How different redemptions structures between mutual funds and ETFs affect tax efficiency
When a mutual fund issuer receives a redemption request, there are generally two ways to grant it:
- Use cash held in the fund.
- Sell fund holdings to raise enough cash to satisfy the request.
Fund issuers carefully consider these options with an eye toward maintaining sufficient cash holdings in the fund to meet redemption requests. If the issuer chooses to sell underlying securities, any unrealized gains crystalize, becoming capital gain distributions that impact all the mutual fund’s investors in taxable accounts. To the extent the fund has losses, it can use them to offset capital gains. (For investors in qualified accounts, reinvested distributions aren’t taxable.)
ETF shares trade in the secondary market, such as a stock exchange, which means ETF issuers don’t need to be involved for ETF investor sales activity. The seller places a sell order through a brokerage account and executes it at a market price respective to the fund’s intraday net asset value (NAV). This execution is provided by a market maker within the secondary market. Just as an investor selling a stock may incur capital gains if the share price has appreciated since the investor bought it, individual ETF sellers will be liable for their own realized capital gains on any ETF shares that have grown in value since their purchase price. Because the ETF investor sold shares in the secondary market, there was no impact to the underlying fund holdings. Therefore, the remaining fund holders were unaffected by the sale of shares. This can be a source of tax efficiency.
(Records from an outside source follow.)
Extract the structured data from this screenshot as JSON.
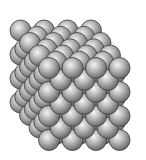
{
  "figure": {
    "background": "#ffffff",
    "sphere_color_light": "#f2f2f2",
    "sphere_color_mid": "#a6a6a6",
    "sphere_color_dark": "#5a5a5a",
    "sphere_outline": "#3c3c3c",
    "cells": [
      3,
      3,
      3
    ],
    "radius": 10.5,
    "origin": [
      49,
      140
    ],
    "axis_x": [
      23.5,
      0
    ],
    "axis_y": [
      0,
      -24
    ],
    "axis_z": [
      -9.5,
      -12.5
    ]
  }
}
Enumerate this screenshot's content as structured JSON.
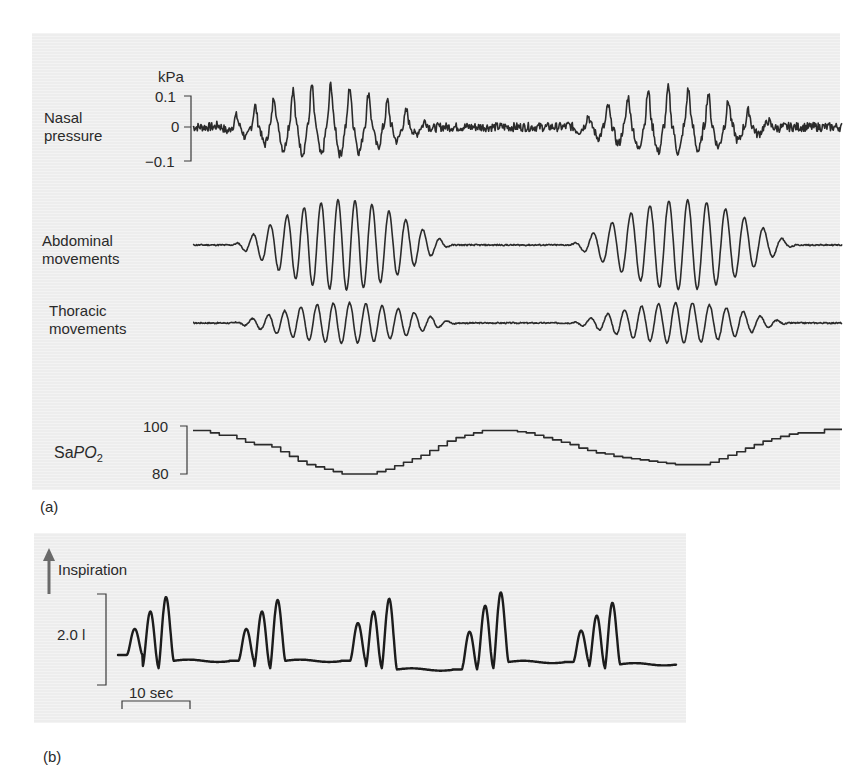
{
  "figure": {
    "panel_a_label": "(a)",
    "panel_b_label": "(b)"
  },
  "chart_data": [
    {
      "type": "line",
      "panel": "a",
      "title": "Nasal pressure",
      "label_lines": [
        "Nasal",
        "pressure"
      ],
      "unit": "kPa",
      "yticks": [
        {
          "value": 0.1,
          "label": "0.1"
        },
        {
          "value": 0,
          "label": "0"
        },
        {
          "value": -0.1,
          "label": "−0.1"
        }
      ],
      "ylim": [
        -0.1,
        0.1
      ],
      "description": "Two crescendo-decrescendo bursts of oscillation separated by near-flat apnoea",
      "bursts": [
        {
          "start": 0.03,
          "end": 0.38,
          "cycles": 12,
          "peak_amplitude": 0.11
        },
        {
          "start": 0.57,
          "end": 0.91,
          "cycles": 11,
          "peak_amplitude": 0.1
        }
      ]
    },
    {
      "type": "line",
      "panel": "a",
      "title": "Abdominal movements",
      "label_lines": [
        "Abdominal",
        "movements"
      ],
      "description": "Waxing-waning oscillation bursts aligned with nasal pressure",
      "bursts": [
        {
          "start": 0.06,
          "end": 0.4,
          "cycles": 13,
          "peak_amplitude": 1.0
        },
        {
          "start": 0.58,
          "end": 0.93,
          "cycles": 12,
          "peak_amplitude": 1.0
        }
      ]
    },
    {
      "type": "line",
      "panel": "a",
      "title": "Thoracic movements",
      "label_lines": [
        "Thoracic",
        "movements"
      ],
      "description": "Smaller waxing-waning oscillation bursts aligned with abdominal movements",
      "bursts": [
        {
          "start": 0.06,
          "end": 0.41,
          "cycles": 14,
          "peak_amplitude": 0.45
        },
        {
          "start": 0.58,
          "end": 0.92,
          "cycles": 13,
          "peak_amplitude": 0.45
        }
      ]
    },
    {
      "type": "line",
      "panel": "a",
      "title": "SaPO2",
      "label_prefix": "Sa",
      "label_italic": "PO",
      "label_sub": "2",
      "yticks": [
        {
          "value": 100,
          "label": "100"
        },
        {
          "value": 80,
          "label": "80"
        }
      ],
      "ylim": [
        80,
        100
      ],
      "steps": [
        98.5,
        98.5,
        97.5,
        96.5,
        96.5,
        95,
        93.5,
        92.5,
        92.5,
        91.5,
        89.5,
        87.5,
        85.5,
        84,
        83,
        82,
        81,
        80,
        80,
        80,
        80,
        81,
        82,
        83.5,
        85,
        86.5,
        88,
        90,
        92,
        94,
        95.5,
        96.5,
        97.5,
        98.5,
        98.5,
        98.5,
        98.5,
        98,
        97.5,
        96.5,
        95.5,
        94.5,
        93.5,
        92.5,
        91,
        90,
        89,
        88.5,
        87.5,
        87,
        86.5,
        86,
        85.5,
        85,
        84.5,
        84,
        84,
        84,
        84,
        85,
        86.5,
        88,
        89.5,
        91,
        92.5,
        94,
        95,
        96,
        97,
        97.5,
        97.5,
        97.5,
        99,
        99
      ]
    },
    {
      "type": "line",
      "panel": "b",
      "title": "Cheyne-Stokes respiration volume trace",
      "direction_label": "Inspiration",
      "yscale_label": "2.0 l",
      "xscale_label": "10 sec",
      "description": "Five clusters of three breaths of increasing amplitude separated by flat pauses",
      "clusters": [
        {
          "peaks": [
            0.45,
            0.75,
            1.0
          ],
          "baseline": 0.0,
          "pause_baseline": -0.1
        },
        {
          "peaks": [
            0.45,
            0.75,
            0.95
          ],
          "baseline": -0.1,
          "pause_baseline": -0.1
        },
        {
          "peaks": [
            0.55,
            0.75,
            0.97
          ],
          "baseline": -0.1,
          "pause_baseline": -0.25
        },
        {
          "peaks": [
            0.4,
            0.85,
            1.08
          ],
          "baseline": -0.25,
          "pause_baseline": -0.12
        },
        {
          "peaks": [
            0.42,
            0.68,
            0.9
          ],
          "baseline": -0.12,
          "pause_baseline": -0.16
        }
      ]
    }
  ]
}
While most ETF transactions occur in the secondary market, occasionally, there may be a need to use the primary market. If an ETF investor sells shares in an amount that exceeds market demand, a market maker can redeem those shares in the primary market through an authorized participant (AP).
Issuers of most ETFs have another tax efficiency tool at their disposal called custom in-kind negotiated baskets. This feature allows ETF issuers to create non-representative baskets of securities (i.e., not a pro-rata slice) that can be transferred to an AP in the primary market. Custom baskets can be particularly useful for rebalancing because they may help reduce the tax impact of investment changes within the fund. In-kind mechanisms can also be used to maintain tax efficiency in certain years when capital gains may be distributed for various reasons, particularly within fixed income assets.
These are the most basic mechanisms that allow for ETFs’ tax efficiency and, when appropriate, can be leveraged in portfolio construction tools, such as tax-loss harvesting, to further enhance ETFs’ tax advantages.
What are the tax advantages of active ETFs?
In this video, Scott Davis, ETF director at Capital Group, examines the myth that active ETFs can’t be as tax efficient as index ETFs. He also discusses how Capital Group manages its ETFs to help investors pursue the tax advantages offered by the ETF vehicle.
For additional information about ETFs, contact your Capital Group representative.
Pursue greater tax efficiency with ETFs
See our five ideas for using ETFs to help reduce capital gain distributions.